Spurgeon at the Metropolitan Tabernacle: 365 Sermons
The royal death bed
‘Shall there be evil in a city, and the Lord hath not done it?’ Amos 3:6
Suggested Further Reading: 1 Samuel 5:6–6:9
There are still some found foolish enough to believe that events happen without divine predestination, and that different calamities transpire without the overruling hand, or the direct agency of God. What would we be, brethren, if chance had done it? We should be like poor mariners, at sea in an unsafe vessel, without a chart or a helm; we should know nothing of the port to which we might ultimately come; we should only feel that we were now the sport of the winds, the captives of the tempest, and might soon be the victims of the deep.
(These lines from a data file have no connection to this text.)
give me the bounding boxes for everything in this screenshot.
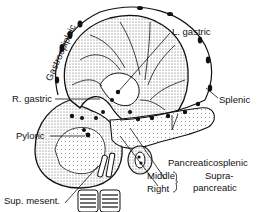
label-r-gastric: R. gastric xyxy=(12,94,52,104)
label-pancreatic: pancreatic xyxy=(193,183,237,193)
label-right: Right xyxy=(147,184,169,194)
label-middle: Middle xyxy=(147,171,175,181)
label-pancreaticosplenic: Pancreaticosplenic xyxy=(168,158,248,168)
label-splenic: Splenic xyxy=(219,95,250,105)
label-supra: Supra- xyxy=(205,171,234,181)
great-vessels xyxy=(78,190,120,212)
stomach-lymph-diagram: Gastroepiploic L. gastric Splenic R. gas… xyxy=(0,0,257,212)
label-l-gastric: L. gastric xyxy=(172,27,211,37)
label-pyloric: Pyloric xyxy=(16,131,45,141)
label-sup-mesent: Sup. mesent. xyxy=(4,196,60,206)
Alas! poor orphans would we all be, if we were left to chance. No Father’s care to watch over us, but left to the fickleness and fallibility of mortal things! What would all that we see about us be, but a great sandstorm in the midst of a desert, blinding our eyes, preventing us from ever hoping to see the end through the darkness of the beginning. We would be travellers in a pathless waste, where there would be no roads to direct us, travellers who might be overwhelmed at any moment, and our bleached bones left the victims of the tempest, unknown, or forgotten of all. Thank God, it is not so with us. Chance exists only in the hearts of fools; we believe that everything which happens to us is ordered by the wise and tender will of him who is our Father and our Friend; and we see order in the midst of confusion; we see purposes accomplished where others discern fruitless wastes; we believe that, ‘the Lord hath his way in the whirlwind and in the storm, and the clouds are the dust of his feet.’
For meditation: God is never the author of sin, but he himself claims responsibility not only for pleasant things which we welcome, but also for unpleasant events which we may call ‘evil’ (Isaiah 45:7). The English language even calls them ‘acts of God’ rather than ‘acts of chance’.
N.B. This was a memorial sermon for Albert, the Prince Consort, who died on 14 December 1861.